I have still several Scarlet Pimpernel books to write about, but given what I have noted about the similar elements in their plots, I thought today I should move to one that is very different from the rest. This was the last Scarlet Pimpernel book, Mam’zelle Guillotine, which was published in 1940, 35 years after the first one.
The lady of the title is Gabrielle Damiens, who becomes the public executioner of the town of Artois. Her thirst for the blood of aristocrats is based on two factors, one the execution of her father who had been used by a group of aristocrats to push the king into action against revolutionaries, the other her incarceration when she seduces the son of one of them, the Vicomte Fernand de-Luque, whose prospective mother-in-law was the king’s mistress and uses imprisonment to stop the blackmail Gabrielle was attempting.
When she is finally set free because of the revolution, she becomes one of its leading lights. In Artois she captures de-Luque and his family and, though he and his son are freed by the Pimpernel, she is determined to eliminate the wife and two daughters.
But she is told to hold back since the Scarlet Pimpernel will doubtless try to rescue them, and this will be an opportunity to catch him. Chauvelin sends an agent for this purpose, who flirts with her, but then she is told that he is in fact the Pimpernel. The very different agent who informs her of this turns out however to be Sir Percy in yet another disguise.
Baroness Orczy has high fun in describing the woman’s infatuation, and the bizarre performances of Sir Percy, as two very different types of secret agent, neither of whom is in any danger of being caught. Entertaining too is the dance he leads her underlings, who are bemused by her indulging every whim of the supposed agent, but have no choice but to obey. And of course he succeeds in getting the Vicomtesse and her children safely away, leaving Gabrielle, whom he has taken with him for the ride, drugged in an inn.
Her humiliation complete, there is nothing left for her to do but kill herself. The novel does not assert this definitely, but our last sight of her is at a pool, the depth of which she cannot gauge, and next morning there is no sign of her, but the wig and other elements the Pimpernel had used to disguise himself are found on a rock.

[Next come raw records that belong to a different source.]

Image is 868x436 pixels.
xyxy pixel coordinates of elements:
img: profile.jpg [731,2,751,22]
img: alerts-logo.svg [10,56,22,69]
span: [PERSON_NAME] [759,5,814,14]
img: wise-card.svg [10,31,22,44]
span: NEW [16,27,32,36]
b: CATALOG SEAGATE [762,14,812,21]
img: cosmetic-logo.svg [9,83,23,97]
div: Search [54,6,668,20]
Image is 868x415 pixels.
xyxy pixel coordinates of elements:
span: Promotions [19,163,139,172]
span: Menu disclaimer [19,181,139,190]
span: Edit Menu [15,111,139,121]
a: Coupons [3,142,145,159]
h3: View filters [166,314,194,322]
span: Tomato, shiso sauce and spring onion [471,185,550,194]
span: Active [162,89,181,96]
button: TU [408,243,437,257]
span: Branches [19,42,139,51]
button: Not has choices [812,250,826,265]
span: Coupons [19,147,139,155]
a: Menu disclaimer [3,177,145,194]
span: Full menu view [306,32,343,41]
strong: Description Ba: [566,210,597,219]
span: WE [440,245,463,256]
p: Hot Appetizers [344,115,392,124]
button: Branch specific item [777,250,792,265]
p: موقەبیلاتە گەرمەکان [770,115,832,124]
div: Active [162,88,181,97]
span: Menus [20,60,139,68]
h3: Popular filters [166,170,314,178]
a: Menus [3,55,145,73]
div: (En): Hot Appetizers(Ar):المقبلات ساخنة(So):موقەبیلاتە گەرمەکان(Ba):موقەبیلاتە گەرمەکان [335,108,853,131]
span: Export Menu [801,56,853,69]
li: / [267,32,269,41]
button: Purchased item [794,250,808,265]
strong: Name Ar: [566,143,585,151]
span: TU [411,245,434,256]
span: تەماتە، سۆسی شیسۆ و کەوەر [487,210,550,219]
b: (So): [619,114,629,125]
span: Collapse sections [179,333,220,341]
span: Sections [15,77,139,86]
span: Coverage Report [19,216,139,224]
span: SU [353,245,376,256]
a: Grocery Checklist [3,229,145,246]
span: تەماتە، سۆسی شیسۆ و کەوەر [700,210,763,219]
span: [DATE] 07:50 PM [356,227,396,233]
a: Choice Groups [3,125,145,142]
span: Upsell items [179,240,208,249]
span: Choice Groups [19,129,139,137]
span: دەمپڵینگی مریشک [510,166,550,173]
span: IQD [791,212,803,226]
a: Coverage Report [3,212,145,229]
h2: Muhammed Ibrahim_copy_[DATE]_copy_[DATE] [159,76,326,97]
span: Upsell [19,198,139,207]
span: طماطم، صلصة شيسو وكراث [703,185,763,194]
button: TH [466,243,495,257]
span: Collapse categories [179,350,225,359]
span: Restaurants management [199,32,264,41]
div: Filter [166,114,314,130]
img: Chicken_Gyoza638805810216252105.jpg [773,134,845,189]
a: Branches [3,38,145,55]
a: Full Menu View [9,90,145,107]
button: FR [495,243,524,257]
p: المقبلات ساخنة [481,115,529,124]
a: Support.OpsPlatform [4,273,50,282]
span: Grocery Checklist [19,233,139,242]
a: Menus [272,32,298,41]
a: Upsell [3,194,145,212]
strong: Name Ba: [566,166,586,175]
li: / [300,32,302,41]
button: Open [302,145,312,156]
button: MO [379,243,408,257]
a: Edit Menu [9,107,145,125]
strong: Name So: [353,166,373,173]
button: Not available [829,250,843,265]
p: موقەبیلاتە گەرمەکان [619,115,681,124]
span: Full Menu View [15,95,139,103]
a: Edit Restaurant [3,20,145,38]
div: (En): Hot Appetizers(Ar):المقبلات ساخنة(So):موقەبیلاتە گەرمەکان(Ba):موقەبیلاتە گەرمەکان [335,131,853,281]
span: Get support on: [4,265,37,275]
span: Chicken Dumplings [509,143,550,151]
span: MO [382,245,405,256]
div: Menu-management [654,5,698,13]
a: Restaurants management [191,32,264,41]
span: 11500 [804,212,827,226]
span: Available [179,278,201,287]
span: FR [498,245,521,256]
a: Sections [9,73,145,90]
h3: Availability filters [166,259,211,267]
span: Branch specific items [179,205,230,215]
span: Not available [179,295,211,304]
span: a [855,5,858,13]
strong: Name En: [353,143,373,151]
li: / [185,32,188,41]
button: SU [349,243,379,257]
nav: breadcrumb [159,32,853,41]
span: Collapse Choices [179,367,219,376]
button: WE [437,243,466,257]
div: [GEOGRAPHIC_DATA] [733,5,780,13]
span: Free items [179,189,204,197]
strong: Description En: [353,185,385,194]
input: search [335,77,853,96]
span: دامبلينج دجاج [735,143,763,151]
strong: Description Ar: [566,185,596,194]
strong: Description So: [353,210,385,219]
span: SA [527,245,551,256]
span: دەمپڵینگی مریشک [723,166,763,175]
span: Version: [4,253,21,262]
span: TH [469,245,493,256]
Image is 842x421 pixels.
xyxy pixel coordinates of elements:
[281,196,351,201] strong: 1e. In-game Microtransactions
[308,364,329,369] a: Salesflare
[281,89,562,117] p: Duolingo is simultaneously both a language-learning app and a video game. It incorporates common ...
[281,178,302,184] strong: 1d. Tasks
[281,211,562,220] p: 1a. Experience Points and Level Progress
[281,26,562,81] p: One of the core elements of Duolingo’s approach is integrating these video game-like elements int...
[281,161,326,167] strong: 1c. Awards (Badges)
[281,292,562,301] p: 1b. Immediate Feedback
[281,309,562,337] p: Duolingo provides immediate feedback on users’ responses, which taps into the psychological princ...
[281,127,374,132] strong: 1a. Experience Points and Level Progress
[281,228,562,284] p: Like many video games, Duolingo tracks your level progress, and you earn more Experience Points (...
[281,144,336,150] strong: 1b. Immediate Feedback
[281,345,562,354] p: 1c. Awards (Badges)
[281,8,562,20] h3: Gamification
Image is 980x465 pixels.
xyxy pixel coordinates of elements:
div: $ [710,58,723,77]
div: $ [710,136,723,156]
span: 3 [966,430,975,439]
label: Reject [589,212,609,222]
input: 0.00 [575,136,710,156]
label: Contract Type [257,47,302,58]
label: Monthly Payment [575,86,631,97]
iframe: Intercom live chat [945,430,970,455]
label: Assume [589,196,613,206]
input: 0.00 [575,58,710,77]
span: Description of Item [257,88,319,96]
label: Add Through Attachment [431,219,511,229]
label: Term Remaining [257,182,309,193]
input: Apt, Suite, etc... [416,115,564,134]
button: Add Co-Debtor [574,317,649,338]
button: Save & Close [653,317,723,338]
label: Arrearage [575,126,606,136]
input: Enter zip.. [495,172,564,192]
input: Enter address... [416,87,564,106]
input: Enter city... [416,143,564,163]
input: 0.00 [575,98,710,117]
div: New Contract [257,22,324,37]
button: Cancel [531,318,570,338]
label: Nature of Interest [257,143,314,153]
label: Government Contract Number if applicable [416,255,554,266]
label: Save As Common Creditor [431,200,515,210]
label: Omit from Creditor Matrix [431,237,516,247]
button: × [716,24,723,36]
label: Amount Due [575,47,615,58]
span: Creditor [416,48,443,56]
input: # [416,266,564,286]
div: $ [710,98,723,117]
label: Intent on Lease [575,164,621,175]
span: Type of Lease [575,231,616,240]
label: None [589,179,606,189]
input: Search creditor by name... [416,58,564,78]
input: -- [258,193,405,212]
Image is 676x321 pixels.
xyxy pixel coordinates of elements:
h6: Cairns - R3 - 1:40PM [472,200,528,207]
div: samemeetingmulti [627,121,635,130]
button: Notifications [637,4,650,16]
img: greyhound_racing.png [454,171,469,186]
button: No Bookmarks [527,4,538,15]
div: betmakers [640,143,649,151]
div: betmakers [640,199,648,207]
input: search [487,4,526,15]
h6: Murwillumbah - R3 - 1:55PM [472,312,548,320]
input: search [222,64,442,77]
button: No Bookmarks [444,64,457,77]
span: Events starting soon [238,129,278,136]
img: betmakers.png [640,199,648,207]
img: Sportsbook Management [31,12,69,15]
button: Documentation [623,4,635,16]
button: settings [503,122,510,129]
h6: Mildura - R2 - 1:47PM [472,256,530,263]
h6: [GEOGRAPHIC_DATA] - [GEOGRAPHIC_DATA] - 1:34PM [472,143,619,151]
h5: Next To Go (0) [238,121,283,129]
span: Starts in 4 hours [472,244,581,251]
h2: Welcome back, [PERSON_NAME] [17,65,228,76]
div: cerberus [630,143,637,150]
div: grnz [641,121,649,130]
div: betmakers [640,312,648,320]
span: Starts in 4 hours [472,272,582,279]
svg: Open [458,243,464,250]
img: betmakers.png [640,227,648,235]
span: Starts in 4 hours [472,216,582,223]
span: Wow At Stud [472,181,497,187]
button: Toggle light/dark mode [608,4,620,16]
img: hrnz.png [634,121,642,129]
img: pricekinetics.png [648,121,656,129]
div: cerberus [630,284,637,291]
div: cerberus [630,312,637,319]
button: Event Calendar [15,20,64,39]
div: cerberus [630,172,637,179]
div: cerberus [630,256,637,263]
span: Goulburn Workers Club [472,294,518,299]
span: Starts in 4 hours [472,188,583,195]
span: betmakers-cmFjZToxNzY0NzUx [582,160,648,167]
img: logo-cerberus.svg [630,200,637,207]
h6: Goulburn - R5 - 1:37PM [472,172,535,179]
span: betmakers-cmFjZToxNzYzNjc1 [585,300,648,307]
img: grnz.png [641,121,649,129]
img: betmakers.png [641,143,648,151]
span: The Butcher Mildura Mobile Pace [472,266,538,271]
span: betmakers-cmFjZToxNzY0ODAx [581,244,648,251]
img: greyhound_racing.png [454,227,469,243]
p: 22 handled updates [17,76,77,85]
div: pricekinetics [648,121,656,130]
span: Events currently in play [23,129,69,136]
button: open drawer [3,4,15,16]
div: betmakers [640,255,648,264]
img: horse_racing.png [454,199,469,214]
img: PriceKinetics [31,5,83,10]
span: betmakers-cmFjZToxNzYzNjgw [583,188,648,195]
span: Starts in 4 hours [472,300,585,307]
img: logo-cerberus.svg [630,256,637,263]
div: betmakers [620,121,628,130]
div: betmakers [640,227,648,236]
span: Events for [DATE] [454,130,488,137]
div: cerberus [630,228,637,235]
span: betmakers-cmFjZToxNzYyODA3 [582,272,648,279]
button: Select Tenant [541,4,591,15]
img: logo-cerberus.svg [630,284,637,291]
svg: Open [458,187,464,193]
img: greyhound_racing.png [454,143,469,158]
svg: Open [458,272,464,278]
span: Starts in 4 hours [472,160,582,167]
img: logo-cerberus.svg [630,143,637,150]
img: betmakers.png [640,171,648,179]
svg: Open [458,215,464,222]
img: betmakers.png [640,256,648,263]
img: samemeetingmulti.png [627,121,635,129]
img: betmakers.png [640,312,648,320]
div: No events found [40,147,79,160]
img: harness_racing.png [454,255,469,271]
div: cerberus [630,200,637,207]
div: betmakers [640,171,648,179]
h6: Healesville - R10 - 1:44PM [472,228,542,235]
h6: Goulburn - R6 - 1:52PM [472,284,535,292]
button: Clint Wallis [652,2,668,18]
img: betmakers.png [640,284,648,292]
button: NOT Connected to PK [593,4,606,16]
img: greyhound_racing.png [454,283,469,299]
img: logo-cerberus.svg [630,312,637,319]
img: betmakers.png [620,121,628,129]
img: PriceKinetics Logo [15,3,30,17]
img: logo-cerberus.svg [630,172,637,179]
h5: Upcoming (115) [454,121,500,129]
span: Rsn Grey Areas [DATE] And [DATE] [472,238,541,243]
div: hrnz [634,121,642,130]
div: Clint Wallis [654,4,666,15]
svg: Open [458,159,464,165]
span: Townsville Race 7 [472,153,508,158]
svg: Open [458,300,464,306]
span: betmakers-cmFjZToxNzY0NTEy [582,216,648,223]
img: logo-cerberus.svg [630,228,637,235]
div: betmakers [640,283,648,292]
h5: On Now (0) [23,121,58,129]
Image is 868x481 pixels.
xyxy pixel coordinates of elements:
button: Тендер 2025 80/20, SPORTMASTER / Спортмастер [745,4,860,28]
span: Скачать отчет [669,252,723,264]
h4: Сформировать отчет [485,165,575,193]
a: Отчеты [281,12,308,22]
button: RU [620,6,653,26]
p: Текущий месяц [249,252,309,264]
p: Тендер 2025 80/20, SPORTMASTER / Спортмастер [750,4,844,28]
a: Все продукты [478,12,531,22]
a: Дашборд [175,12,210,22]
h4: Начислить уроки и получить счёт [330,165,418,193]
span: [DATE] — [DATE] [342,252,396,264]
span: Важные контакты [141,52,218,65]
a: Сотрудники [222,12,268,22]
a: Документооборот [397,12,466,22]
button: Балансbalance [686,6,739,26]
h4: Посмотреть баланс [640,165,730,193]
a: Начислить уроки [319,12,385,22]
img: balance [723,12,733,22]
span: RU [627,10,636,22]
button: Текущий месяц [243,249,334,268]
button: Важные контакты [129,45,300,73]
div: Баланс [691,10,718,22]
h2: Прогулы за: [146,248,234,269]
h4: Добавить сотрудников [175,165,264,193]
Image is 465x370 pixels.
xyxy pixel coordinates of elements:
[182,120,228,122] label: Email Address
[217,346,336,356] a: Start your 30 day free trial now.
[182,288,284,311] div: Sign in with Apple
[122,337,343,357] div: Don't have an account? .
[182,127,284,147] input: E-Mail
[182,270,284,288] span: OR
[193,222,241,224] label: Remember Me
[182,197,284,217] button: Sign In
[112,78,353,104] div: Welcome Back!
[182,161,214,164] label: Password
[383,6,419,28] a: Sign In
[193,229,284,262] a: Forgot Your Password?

The ending, and the account of the bitter experiences of her childhood, could well have made her a tragic victim of fate as much as a villain, but the grotesqueries Baroness Orczy introduces preclude this. But if the villainy that results from suffering is excessive here, so is that suffering, in line with a constant theme of the Scarlet Pimpernel books, the horrors of the ancient regime which the French Revolution got rid of, albeit at tremendous cost.